Oxford...

...So many buildings, so much history, too much to seen in a day. I blogged before about the doors of Oxford. How people just walk past them, through them, mostly oblivious to their constructs, the men that made them and what it's taken to adapt them to ever-shifting decades and centuries of culture shifts. But you won't find men like me who understand the internalising of massive pocket doors that slide easily out of view and latch gates with studded hinges behind lecterns exposing the life of the doors.
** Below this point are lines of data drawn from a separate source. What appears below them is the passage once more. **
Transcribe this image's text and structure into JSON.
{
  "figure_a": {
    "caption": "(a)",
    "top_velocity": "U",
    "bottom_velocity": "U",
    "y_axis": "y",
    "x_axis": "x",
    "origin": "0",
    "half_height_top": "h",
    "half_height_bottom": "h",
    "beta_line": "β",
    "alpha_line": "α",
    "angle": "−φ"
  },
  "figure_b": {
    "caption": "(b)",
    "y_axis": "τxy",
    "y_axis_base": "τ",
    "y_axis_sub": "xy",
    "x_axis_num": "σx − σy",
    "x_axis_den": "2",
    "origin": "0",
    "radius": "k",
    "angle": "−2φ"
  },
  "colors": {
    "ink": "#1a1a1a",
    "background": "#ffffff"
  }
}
I should and could write the book on Oxford doors and frames alone and it would be 2,000 pages in a few weeks just with the explanations of how they were made and by who; that's without pictures and drawings too.

My family usually walk on ahead when they are with me; they know I stop to contemplate the unknowns within shoulder lines at every piece, be that arm-wrought blacksmithed iron or faces of wood. Betwixt hammer and anvil such beauty transformed rough iron with a sensitivity now much lost to the art of smithing. Polished by a million hands grasping at levers, rails and handles, the steely shine ignores the next hand opening the door or closing the latch. Some steel has been replaced with the rotted wood but the doors and steel were faithfully replicated to match exactly what hung for 400 years before. Arches carved by small gouges sweep up thirty feet and sometimes more towards the heavens in the vaulted ceilings of these hallowed halls of learning. Each precise and though through cut a fallen chip of oak from the then ancient forests of England left behind a rose and a leaf and the face of a new cherub. The classic form from the Greco-Roman empire, when two worlds and cultures collided to subsequently impress an emerging Britain, went beyond geographical limits to influence the seats of learning forming the British Empire and its Industrial Revolution.

So I walk past door after door and enter one or two new places and discover new seats of learning, read books through glass panels and find myself amazed at discovery, wondering to myself, "Would my life have changed had I too come to Oxford to understand 3D. Would my designs for the house we've bought to build furniture for be greatly different. How has the internet shaped my perspective?" Whereas I am apprenticed as a crafting artisan, I must say that most of what I know is self taught. When I learned there was no internet and to be honest, people think I have access to YouTube to learn from but I must tell you. I have not watched other woodworkers on YT and that's mostly because my time making takes all of my time and I don't watch TV beyond maybe four films a year.

I may pop back into Oxford and consider more that book on Oxford doors today. What a fascinating subject. As I walked out of a common toilet facility in the Oxford Botanical Gardens I saw a framed and ledged batten door and thought about the house we've bought and thought these could be the kind of door I might like for the house. They are not in keeping, but they are nice.

Oh, off topic slightly but not really. If you are local and want to, you should take in the 3D presentation as shown here. You should love it!


Now, my days thus enriched by 8, 9 10 centuries of buildings that still stand for another millennia, I think of the past with the future in mind. Will what I build last in the lives of those I design and make and build for? I hope the thread that I have begun will build a sure and true foundation as the men and women of old who are long forgotten as unknown and anonymous makers of material things but who's spirit remains in the work and legacy they left to inspire us. It was all hand work my friends, we should never forget it was indeed all hand work.